HEALTH REFORM: Let’s Hope this Edition of Windows Won’t Crash.
The Alliance for Health Reform recently held a press briefing with key Democratic and Republican staffers to ask how wide has the window opened for health reform. We'd highly recommend watching the video or at least perusing the transcript.
Jocelyn Moore, a health staffer for Sen. Jay Rockefeller (D-WV) saw the window as wide open indeed because "the current economic crisis is also a crisis of healthcare." She likened Obama's selection of Tom Daschle for Secretary of HHS to a starting gun that gets everyone racing toward a finish line.
John McDonough, senior adviser on Health Reform for Sen. Edward Kennedy (D-MA), emphasized all the work already under way to engage stakeholders and create a foundation for bipartisan consensus. Stressing the need to learn from 1993-94, McDonough recalled an editorial in JAMA from 1991 proclaiming: "National health care reform. An aura of inevitability is upon us."
The Senate Republican perspective came from Mark Hayes and Chuck Clapton, respectively from the Senate Finance and HELP Committees. Both stressed Republicans' strong support for addressing health care next year, provided it was done right. A crucial component of any health reform from a Republican perspective Clapton argued was that it be built around market-based competition (which suggests that a public plan as one insurance option people could choose may be an early fault lines in the coming debate.) While McDonough suggested that a public plan could be an important way to control costs, both Hayes and Clapton were skeptical of how private plans could compete against a public option. On the National Journal's Health Care Experts blog, the public plan question has already elicited lively debate from various stakeholder groups and policymakers.
The Q&A touched on health IT (necessary, but how much and how soon?), financing (how do you make space in the budget for the upfront costs of long-term investments) and the budget process in general (both Hayes and Clapton bristled at the thought of doing health reform via the reconciliation process).
It was refreshing to hear Democrats and Republicans talking so openly and agreeing so much on what needs to change. We hope such dialogue will continue into the next Congress—and hope that after getting insight into the Senate perspective we get to hear more from the House at the next forum we attend.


### WORK ORDER
Look through the data below. Pick out the lines holding the string "label".

### RECORDS FOR THIS EXERCISE
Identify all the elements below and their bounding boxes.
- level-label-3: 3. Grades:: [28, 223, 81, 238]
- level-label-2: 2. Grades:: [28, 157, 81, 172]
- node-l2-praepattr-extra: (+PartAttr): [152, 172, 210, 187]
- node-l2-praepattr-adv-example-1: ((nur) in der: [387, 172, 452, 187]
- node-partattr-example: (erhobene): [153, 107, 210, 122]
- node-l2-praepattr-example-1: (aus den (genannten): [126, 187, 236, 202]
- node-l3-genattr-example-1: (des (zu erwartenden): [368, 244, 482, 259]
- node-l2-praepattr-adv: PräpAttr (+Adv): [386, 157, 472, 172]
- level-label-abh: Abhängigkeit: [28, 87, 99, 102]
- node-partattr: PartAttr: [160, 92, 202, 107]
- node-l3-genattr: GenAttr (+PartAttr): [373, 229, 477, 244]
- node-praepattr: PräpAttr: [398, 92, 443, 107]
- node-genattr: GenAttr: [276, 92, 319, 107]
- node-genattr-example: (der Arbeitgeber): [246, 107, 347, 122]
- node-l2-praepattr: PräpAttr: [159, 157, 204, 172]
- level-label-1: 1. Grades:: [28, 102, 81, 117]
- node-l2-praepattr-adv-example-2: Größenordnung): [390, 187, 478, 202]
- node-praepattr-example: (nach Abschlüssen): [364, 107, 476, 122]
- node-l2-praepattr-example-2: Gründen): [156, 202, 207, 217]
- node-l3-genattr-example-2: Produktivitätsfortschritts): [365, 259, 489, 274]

### TASK SOLUTION
- level-label-3: 3. Grades:: [28, 223, 81, 238]
- level-label-2: 2. Grades:: [28, 157, 81, 172]
- level-label-abh: Abhängigkeit: [28, 87, 99, 102]
- level-label-1: 1. Grades:: [28, 102, 81, 117]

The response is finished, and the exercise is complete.